A new source of Mass. political coverage
Did you know that Republican congressional candidate Nathan Bech wants U.S. Rep. John Olver to save the planet by not sending mail to constituents who don’t want it? Or that Watertown councilor Jonathan Hecht is running hard for a state rep’s seat? Or that former Ted Kennedy aide Melody Barnes has signed on with Barack Obama’s presidential campaign?
These are just a few of the tidbits you can glean at PolitickerMA.com, which slipped quietly into view in mid-June. The goal of the Politicker project is to provide intensive coverage of state and local politics, combining original reporting with blogging on what other media outlets are saying.
I mentioned Politicker earlier this year when James Pindell, who blogged the New Hampshire primary for Boston.com, left to become the national managing editor. So far, Politicker has set up shop in about 15 states, according to the list under “PolitickerMA Partners.” The goal is to launch a Politicker site in all 50 states.
In an instant-message conversation with my Reinventing the News students this past spring, Pindell said Politicker’s revenue base will likely be issue-oriented ads aimed at the political and public-policy community in Massachusetts. Smart move. It doesn’t strike me that anyone is going to read Politicker other than serious political junkies. The mass media are giving way to many little niches, and Politicker aims to occupy one of those niches.
Politicker reminds me of a slicker PoliticsNH.com, which Pindell ran during the 2004 primary season, and which no longer exists. (Politicker appears to have acquired the name, as it now forwards to PolitickerNH.com.) Pindell’s earlier project became briefly famous for sponsoring a contest to find a wife for Dennis Kucinich, who was then single. It was great fun, though Elizabeth Harper, the woman whom the congressman later married, was not one of the contestants.
Another similarity to PoliticsNH is the presence of an anonymous columnist. At PolitickerMA, the nom de opinion is “Wally Edge.” In a story in the New York Times back in February, Politicker founder Robert Sommer (who’s also publisher of the New York Observer) described the undercover columnists who are being turned loose in each state as “the secret sauce,” and could include lobbyists, political consultants and former officeholders. Edge’s views seem benign enough so far, but I’m skeptical about this innovation. I’d rather such insiders be identified so we know their associations and potential conflicts.

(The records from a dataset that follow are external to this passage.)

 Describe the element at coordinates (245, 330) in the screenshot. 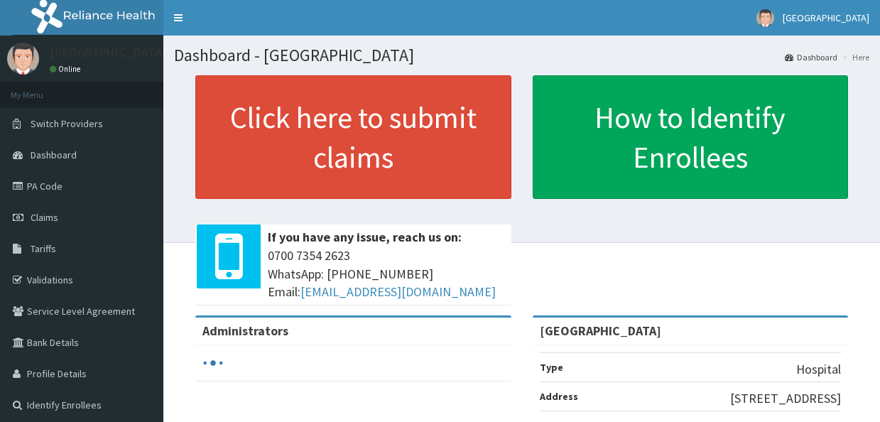

I see `b: Administrators` at that location.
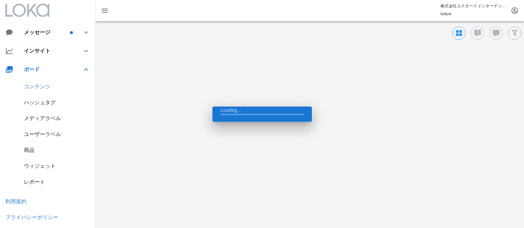 The width and height of the screenshot is (524, 228). What do you see at coordinates (42, 118) in the screenshot?
I see `a: メディアラベル` at bounding box center [42, 118].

PolitickerMA’s staff reporter is Jeremy Jacobs, a recent graduate of the Columbia School of Journalism who has worked for The Hill, among other places.

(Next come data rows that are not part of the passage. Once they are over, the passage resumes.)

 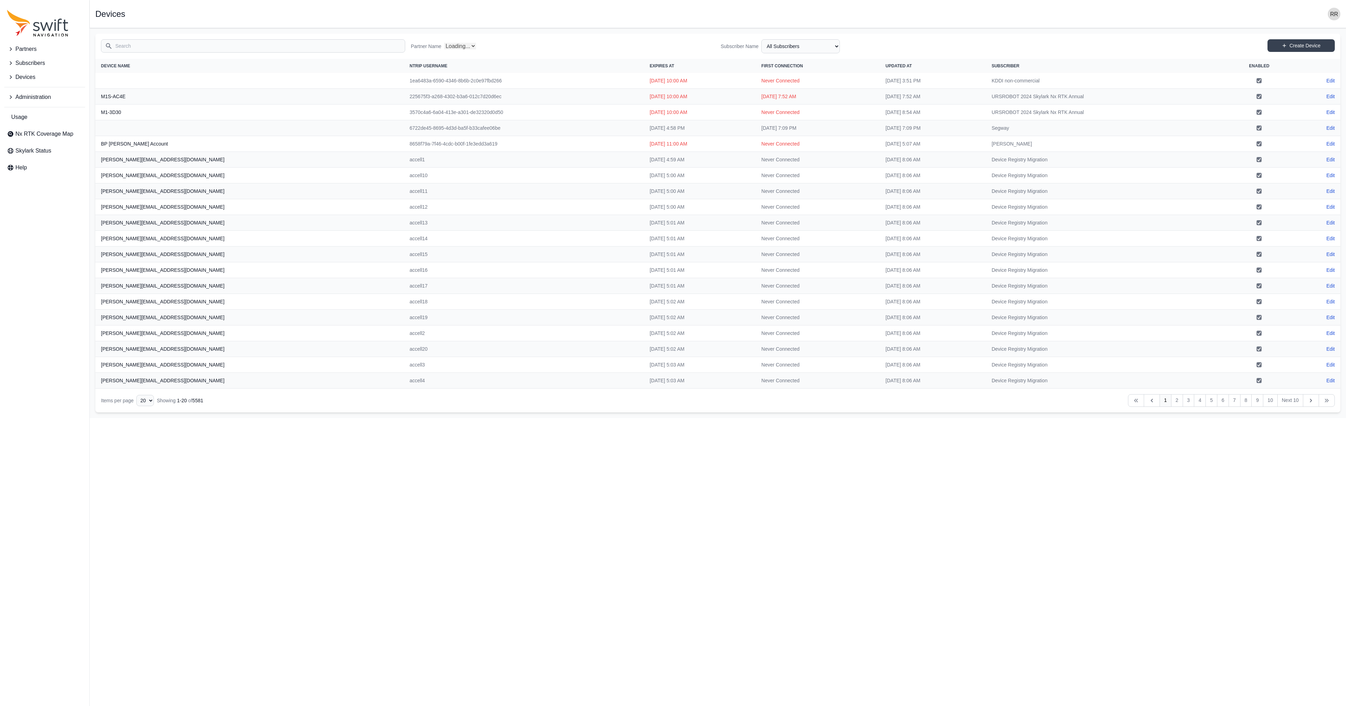 What do you see at coordinates (524, 349) in the screenshot?
I see `td: accell20` at bounding box center [524, 349].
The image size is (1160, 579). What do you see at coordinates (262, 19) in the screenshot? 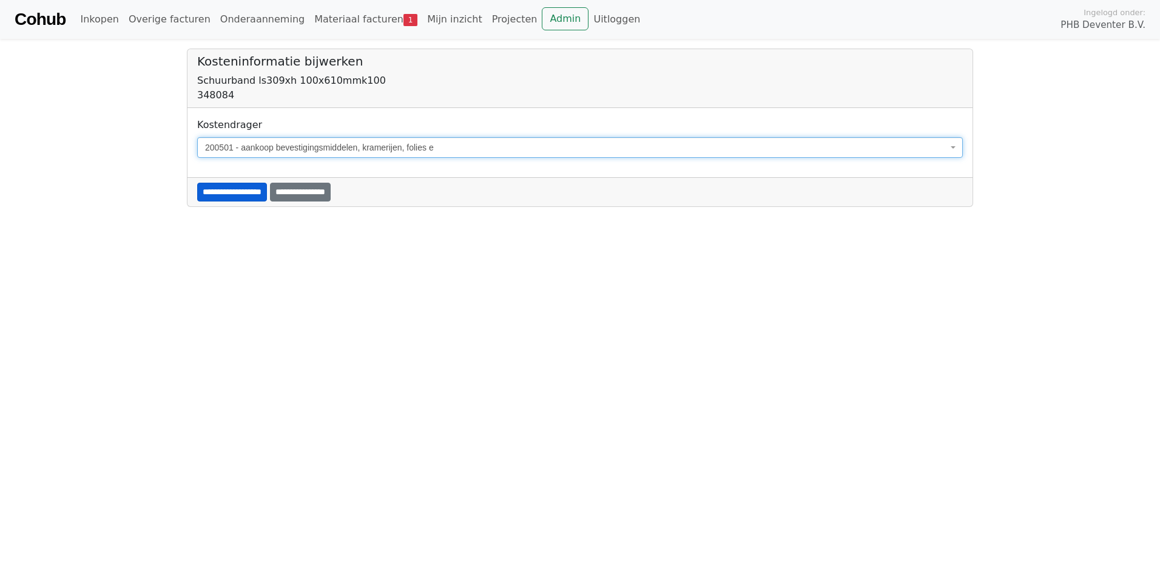
I see `a: Onderaanneming` at bounding box center [262, 19].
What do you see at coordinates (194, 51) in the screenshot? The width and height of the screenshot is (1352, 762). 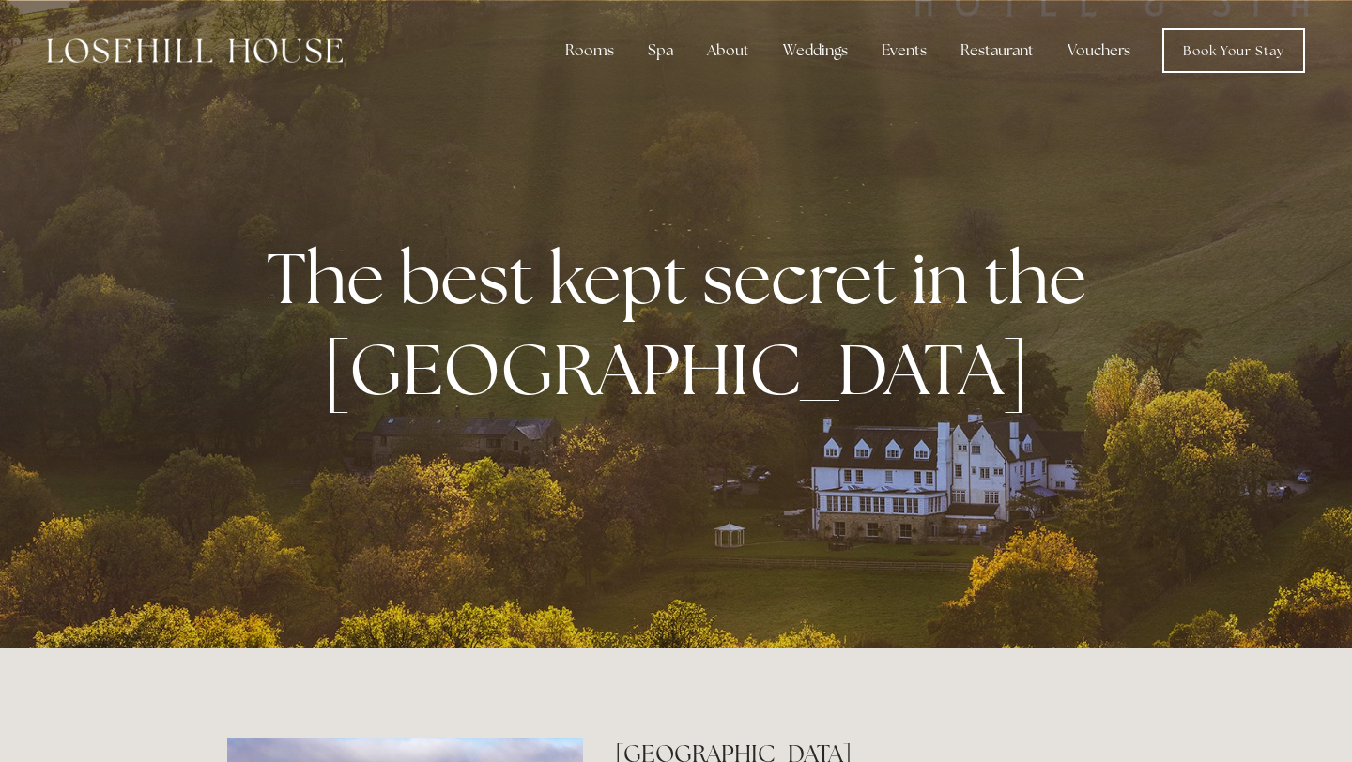 I see `img: Losehill House` at bounding box center [194, 51].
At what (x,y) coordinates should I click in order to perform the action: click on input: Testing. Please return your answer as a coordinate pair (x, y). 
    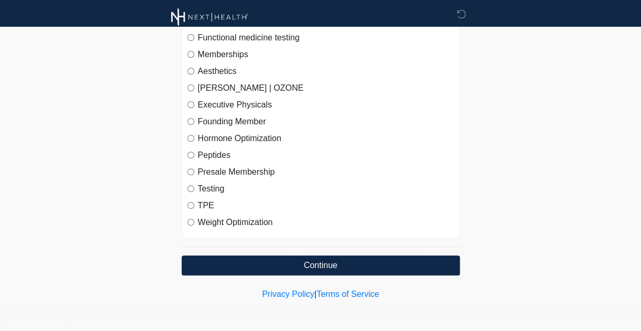
    Looking at the image, I should click on (191, 188).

An early fan of PolitickerMA is Bay Windows editor Laura Kiritsy, who writes that the site “has already provided me with hours of late-night, on-deadline procrastinating thrills.” Kiritsy especially likes the lists of best and worst Massachusetts campaigns, which are pretty amusing.
Oddly enough, there are no RSS feeds [correction below] at PolitickerMA, though you can sign up for a daily e-mail.

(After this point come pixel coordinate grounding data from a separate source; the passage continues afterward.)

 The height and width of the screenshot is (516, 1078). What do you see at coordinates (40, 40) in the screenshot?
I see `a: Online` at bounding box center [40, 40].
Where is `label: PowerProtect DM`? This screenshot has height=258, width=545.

As the news-media landscape morphs into something totally new, PolitickerMA is the sort of project that’s worth keeping a close eye on.
Neither the Boston Globe nor the Boston Herald provides the kind of small-bore coverage that is Politicker’s purview, especially as they shrink their staffs.
State House News Service does a good job of covering the Legislature, but it charges high subscription fees and is aimed mostly at media and political professionals.
Blue Mass Group rounds a lot of political news, but it’s partisan and almost wholly dependent on what its members can find in other media.
Politicker is exciting because it suggests a possible way out of the morass in which journalism finds itself these days. If it succeeds, it will occupy a sweet spot between full-service news organizations, which are shrinking, and citizen journalism, which is important but which does not meet the need for a reliable, edited news report.
And it gives young journalists who wish to cover politics some reason to hope that they’ll be able to make a living at it.
Correction: Robert David Sullivan has found an RSS feed. I was deceived by the lack of an RSS symbol in Firefox.